Miami is 3-0 to begin a season for just the second time in the last six years.

The Hurricanes followed up a massive win over a then-ranked Texas A&M squad last week with an overwhelming performance against Bethune-Cookman on Thursday night. No. 22 Miami did its work in the first half and cruised to a 48-7 victory.

Here are three takeaways from the game.

Offense keeps it rolling

Against Texas A&M, quarterback Tyler Van Dyke was wonderful. He threw for five scores and nearly 400 yards.

On Thursday night, Van Dyke stayed hot. He completed 19 of his 23 pass attempts for 247 yards and two touchdowns before an early curtain call. Each of his first five passes — all completions — went to different targets.

Miami scored touchdowns on each of its first four drives. A fumble in the second quarter ended that run, but the Hurricanes responded with back-to-back scoring drives to close out the first half and then open the second half.

With Van Dyke at the controls, the Canes averaged 9.7 yards a play in the first half. They went 4-for-4 on third downs, committed just one penalty, dominated time of possession, and outgained Bethune-Cookman 415-36.

Van Dyke also had a rushing score!

In a game where one team is so obviously superior — and they know it — you don’t always see a super-sharp performance. Not tonight. The Hurricanes were on the money when they were running the ones. Reads, execution, playmaking, it was all on point.

Van Dyke, by the way, has now accounted for the third-most touchdowns by a Miami quarterback through the team’s first three games in 20 years. You like that, but you like the efficiency more. He’s completing 76% of his passes and has just one interception, and that came in the opener.

Front line dominates

By the way, that 37 yards?

Yeesh.

Miami had three sacks in the first half. It allowed 11 rushing yards on 15 carries. The Hurricanes controlled the ball and limited Bethune-Cookman’s time on the field, but the Hurricane defense made sure those brief moments weren’t enjoyable.

Take a bow, Xavier

Miami wideout Xavier Restrepo has now posted back-to-back 100-yard outings.

Against Bethune-Cookman, Restrepo had six catches for 120 yards.

In one half.

Restrepo entered the evening leading the ACC in receiving yardage. He’ll exit the evening with 314 yards. (And, curiously, still no touchdown.) He’s only 63 yards away from surpassing the leading wide receiver on last year’s team.

Miami hasn’t had a receiver lead the ACC in yardage since Leonard Hankerson in 2010. There’s still a long way to go on the year, but the chemistry between Restrepo and Van Dyke appears to be solid early. Miami is in a rhythm, and Van Dyke is looking to the 5-foot-10 junior with regularity.

He has 21 targets in three games, nearly a third of all Van Dyke throws.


◆ Exercise instructions ◆
With the pictures omitted, write out all of the listing exactly.

________

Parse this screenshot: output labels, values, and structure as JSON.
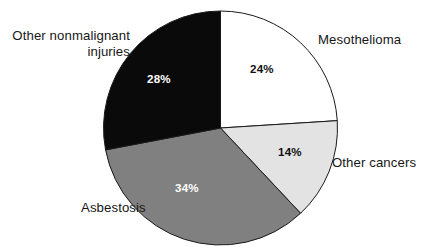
{
  "chart_data": {
    "type": "pie",
    "title": "",
    "subtitle": "",
    "xlabel": "",
    "ylabel": "",
    "legend_position": "none",
    "grid": false,
    "units": "percent",
    "total": 100,
    "start_angle_deg": 0,
    "direction": "clockwise",
    "categories": [
      "Mesothelioma",
      "Other cancers",
      "Asbestosis",
      "Other nonmalignant injuries"
    ],
    "values": [
      24,
      14,
      34,
      28
    ],
    "value_labels": [
      "24%",
      "14%",
      "34%",
      "28%"
    ],
    "slice_colors": [
      "#ffffff",
      "#e3e3e3",
      "#808080",
      "#0a0a0a"
    ],
    "slice_outline_color": "#1a1a1a",
    "label_text_colors": [
      "#111111",
      "#111111",
      "#ffffff",
      "#ffffff"
    ],
    "slices": [
      {
        "label": "Mesothelioma",
        "value": 24,
        "value_label": "24%",
        "fill": "#ffffff",
        "text_color": "#111111",
        "start_deg": 0,
        "end_deg": 86.4
      },
      {
        "label": "Other cancers",
        "value": 14,
        "value_label": "14%",
        "fill": "#e3e3e3",
        "text_color": "#111111",
        "start_deg": 86.4,
        "end_deg": 136.8
      },
      {
        "label": "Asbestosis",
        "value": 34,
        "value_label": "34%",
        "fill": "#808080",
        "text_color": "#ffffff",
        "start_deg": 136.8,
        "end_deg": 259.2
      },
      {
        "label": "Other nonmalignant injuries",
        "value": 28,
        "value_label": "28%",
        "fill": "#0a0a0a",
        "text_color": "#ffffff",
        "start_deg": 259.2,
        "end_deg": 360
      }
    ]
  },
  "labels": {
    "other_nonmalignant": "Other nonmalignant\ninjuries",
    "mesothelioma": "Mesothelioma",
    "other_cancers": "Other cancers",
    "asbestosis": "Asbestosis"
  },
  "percents": {
    "mesothelioma": "24%",
    "other_cancers": "14%",
    "asbestosis": "34%",
    "other_nonmalignant": "28%"
  }
}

________

◆ Response to the task ◆
Parse this screenshot: output labels, values, and structure as JSON.
{
  "chart_data": {
    "type": "pie",
    "title": "",
    "subtitle": "",
    "xlabel": "",
    "ylabel": "",
    "legend_position": "none",
    "grid": false,
    "units": "percent",
    "total": 100,
    "start_angle_deg": 0,
    "direction": "clockwise",
    "categories": [
      "Mesothelioma",
      "Other cancers",
      "Asbestosis",
      "Other nonmalignant injuries"
    ],
    "values": [
      24,
      14,
      34,
      28
    ],
    "value_labels": [
      "24%",
      "14%",
      "34%",
      "28%"
    ],
    "slice_colors": [
      "#ffffff",
      "#e3e3e3",
      "#808080",
      "#0a0a0a"
    ],
    "slice_outline_color": "#1a1a1a",
    "label_text_colors": [
      "#111111",
      "#111111",
      "#ffffff",
      "#ffffff"
    ],
    "slices": [
      {
        "label": "Mesothelioma",
        "value": 24,
        "value_label": "24%",
        "fill": "#ffffff",
        "text_color": "#111111",
        "start_deg": 0,
        "end_deg": 86.4
      },
      {
        "label": "Other cancers",
        "value": 14,
        "value_label": "14%",
        "fill": "#e3e3e3",
        "text_color": "#111111",
        "start_deg": 86.4,
        "end_deg": 136.8
      },
      {
        "label": "Asbestosis",
        "value": 34,
        "value_label": "34%",
        "fill": "#808080",
        "text_color": "#ffffff",
        "start_deg": 136.8,
        "end_deg": 259.2
      },
      {
        "label": "Other nonmalignant injuries",
        "value": 28,
        "value_label": "28%",
        "fill": "#0a0a0a",
        "text_color": "#ffffff",
        "start_deg": 259.2,
        "end_deg": 360
      }
    ]
  },
  "labels": {
    "other_nonmalignant": "Other nonmalignant\ninjuries",
    "mesothelioma": "Mesothelioma",
    "other_cancers": "Other cancers",
    "asbestosis": "Asbestosis"
  },
  "percents": {
    "mesothelioma": "24%",
    "other_cancers": "14%",
    "asbestosis": "34%",
    "other_nonmalignant": "28%"
  }
}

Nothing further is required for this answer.